Letters to a Young Doctor by Richard Selzer

Letters to a Young Doctor by Richard Selzer

Author:Richard Selzer
Language: eng
Format: epub
Publisher: Houghton Mifflin Harcourt


Letter to a Young Surgeon V

IN THE MOMENTS BEFORE SURGERY, look, if you will, at the tray upon which the instruments lie. There is a certain restlessness among the hemostats and forceps. Do you detect it? A cabin fever, like the eagerness of hounds wanting to be set free in the woods. Even surgeons who have never learned the knack of loving people will love these simple, hard, shiny tools, knowing that they will not betray him.

Surgical instruments, like the brush and palette knife of the artist, possess a mystic anonymity. It is only when they are taken into the hand and guided that they become identifiable as tools or implements. A knife is but a knife until it becomes a scalpel. Only then is it exalted. What a far cry these glittering tools from the fleams and stylets of ancient man, yet no more beautiful for all their complexity. The man who took up the splintered thighbone of a gelded lamb in order to couch the cataract of his tribes fellow was no less a surgeon than the man who squeezes the trigger of a laser gun.

We are too removed from our tools. It is a kind of betrayal of our craft. Because we do not make our instruments with our own hands, we do not use them to best advantage. Our relationship to our instruments is a more distant and formal one than were it still necessary to chisel the nib of a knife from a stone or sharpen a goose quill into a probe. A great oboist cuts and ties his own reeds. So does the fisherman his trout flies. In so doing these men infuse them with their spirit. If the gift of prophecy has not deserted me, I should say that such men will make sweeter music and catch bigger fish than those who place their craft in the hands of manufacturers. There is something soulless about a steel blade that is punched out identical to all others by a machine, is used one time and then discarded.

An ancient tradition commands that on the night prior to a single combat that is to decide the fate of an empire, or on the eve of one’s coronation, one must perform certain rites so as to be in a condition of greatest strength and purity. To do so is but to show reverence for the task ahead. Cleansing of the spirit is achieved through prayer and meditation; cleansing of the body, through bathing, fasting and abstinence from sex. It does not seem to me overly harsh to require of a man who will be crowned king in the morning that he absent himself from palatine and penile felicity on the night before. One’s coronation is not, after all, a Monday, Wednesday and Friday affair. But were we who practice surgery to so deprive ourselves on every operation eve, I very much fear that no patient would be safe from our blood lust!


▸ EXERCISE OBJECTIVE
Collect every line in the records below that contains the word "treaty".

[[ DATA EXTRACTS open ]]

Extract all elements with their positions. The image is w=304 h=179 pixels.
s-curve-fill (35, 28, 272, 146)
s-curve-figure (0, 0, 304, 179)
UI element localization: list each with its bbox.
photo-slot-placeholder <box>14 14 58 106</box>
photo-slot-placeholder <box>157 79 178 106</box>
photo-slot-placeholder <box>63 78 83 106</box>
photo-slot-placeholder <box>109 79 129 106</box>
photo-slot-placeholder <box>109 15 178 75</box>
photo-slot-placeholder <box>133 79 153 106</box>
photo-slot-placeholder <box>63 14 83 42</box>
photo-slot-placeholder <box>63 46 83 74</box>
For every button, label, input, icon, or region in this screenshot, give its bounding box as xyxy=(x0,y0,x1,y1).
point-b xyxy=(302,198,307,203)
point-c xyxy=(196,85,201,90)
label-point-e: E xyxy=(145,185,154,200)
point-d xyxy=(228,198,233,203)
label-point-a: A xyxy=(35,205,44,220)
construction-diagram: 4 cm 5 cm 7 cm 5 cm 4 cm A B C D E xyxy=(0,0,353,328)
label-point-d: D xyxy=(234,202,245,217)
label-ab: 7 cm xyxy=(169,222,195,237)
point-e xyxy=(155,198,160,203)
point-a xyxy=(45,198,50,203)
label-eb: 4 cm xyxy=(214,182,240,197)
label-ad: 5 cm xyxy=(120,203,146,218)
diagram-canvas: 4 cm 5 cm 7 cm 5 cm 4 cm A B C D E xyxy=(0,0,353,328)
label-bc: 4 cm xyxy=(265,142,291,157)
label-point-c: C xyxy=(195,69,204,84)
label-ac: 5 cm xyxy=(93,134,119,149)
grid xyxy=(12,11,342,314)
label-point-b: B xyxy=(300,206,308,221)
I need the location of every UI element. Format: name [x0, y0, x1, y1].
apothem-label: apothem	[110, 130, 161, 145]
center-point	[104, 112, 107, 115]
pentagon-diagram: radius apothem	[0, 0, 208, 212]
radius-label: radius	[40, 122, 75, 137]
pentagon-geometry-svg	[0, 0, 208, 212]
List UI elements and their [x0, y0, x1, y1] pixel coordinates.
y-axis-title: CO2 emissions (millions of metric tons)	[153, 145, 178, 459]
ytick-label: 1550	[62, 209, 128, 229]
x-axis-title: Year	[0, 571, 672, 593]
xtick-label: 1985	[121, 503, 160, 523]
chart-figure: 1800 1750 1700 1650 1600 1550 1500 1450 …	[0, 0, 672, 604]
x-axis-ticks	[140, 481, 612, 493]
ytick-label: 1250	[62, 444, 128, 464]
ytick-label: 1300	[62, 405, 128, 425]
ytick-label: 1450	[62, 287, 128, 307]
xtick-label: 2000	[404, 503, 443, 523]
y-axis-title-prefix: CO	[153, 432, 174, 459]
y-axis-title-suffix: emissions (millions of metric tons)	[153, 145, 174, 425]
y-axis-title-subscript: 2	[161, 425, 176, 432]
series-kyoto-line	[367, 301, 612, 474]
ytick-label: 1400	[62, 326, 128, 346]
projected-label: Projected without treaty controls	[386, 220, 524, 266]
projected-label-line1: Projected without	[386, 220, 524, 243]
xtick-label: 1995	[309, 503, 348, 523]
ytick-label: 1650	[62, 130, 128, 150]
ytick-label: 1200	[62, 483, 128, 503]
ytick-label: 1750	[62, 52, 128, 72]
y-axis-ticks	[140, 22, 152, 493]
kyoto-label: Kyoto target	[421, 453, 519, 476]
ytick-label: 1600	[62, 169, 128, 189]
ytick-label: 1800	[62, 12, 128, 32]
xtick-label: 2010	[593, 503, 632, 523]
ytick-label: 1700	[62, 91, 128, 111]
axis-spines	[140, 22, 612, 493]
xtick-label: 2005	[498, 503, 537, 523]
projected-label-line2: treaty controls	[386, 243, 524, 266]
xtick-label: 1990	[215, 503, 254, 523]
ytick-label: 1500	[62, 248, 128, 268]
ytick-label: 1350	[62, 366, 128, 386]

[[ DATA EXTRACTS closed ]]

▸ EXERCISE OUTPUT
projected-label: Projected without treaty controls	[386, 220, 524, 266]
projected-label-line2: treaty controls	[386, 243, 524, 266]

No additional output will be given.